The names of Hughes and Murray have both been polarizing — the former because of a feminist death cult that attached itself to his wife Sylvia Plath in the wake of her suicide in 1963, the latter because of his ribald distaste for Modernism, political correctness, and what he calls “the Generation of ’68.” (There is some overlap here: after Hughes’s death, Murray wrote sympathetically of the Englishman’s “long torment at the hands of militants,” which he had seen for himself in 1976 when Hughes showed up to give a reading at the Adelaide Festival and was met by a mob chanting, “You murdered Sylvia!”) And without wanting to give a hostage to psychoanalysis, it must also be pointed out that behind each of these poets was the gloom of a silent father.

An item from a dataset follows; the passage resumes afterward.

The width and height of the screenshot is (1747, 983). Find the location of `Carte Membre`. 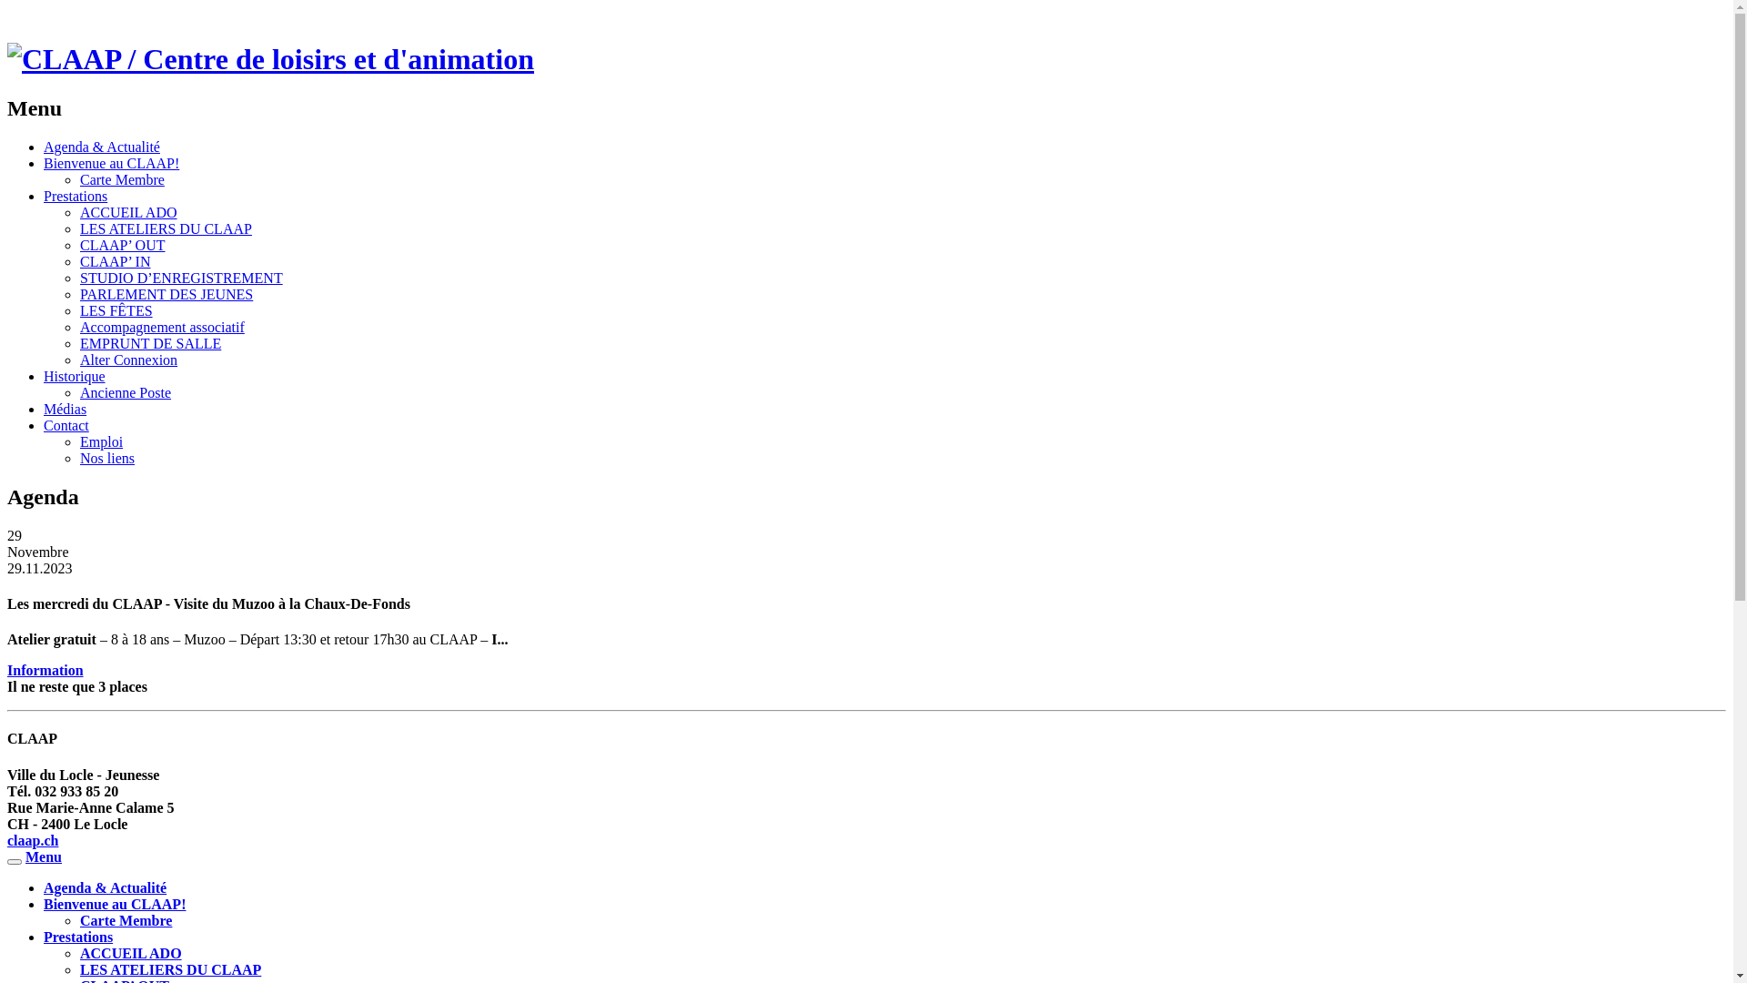

Carte Membre is located at coordinates (122, 180).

Billie Hughes, father of Ted, never talked about what he had lived through as a soldier at Gallipoli and then Ypres: “My father sat in his chair,” wrote Hughes in his poem “Out,” “recovering/From the four-year mastication by gunfire and mud. . . . ” Cecil Murray, father of Les, was rendered near-catatonic by the death of his wife; that left his 12 year-old son to run the dairy farm by himself. “Getting near dark, I’ll go home, light the lamp/and eat my corned-beef supper, sitting there/at the head of the table. . . . ” (“The Widower in the Country”).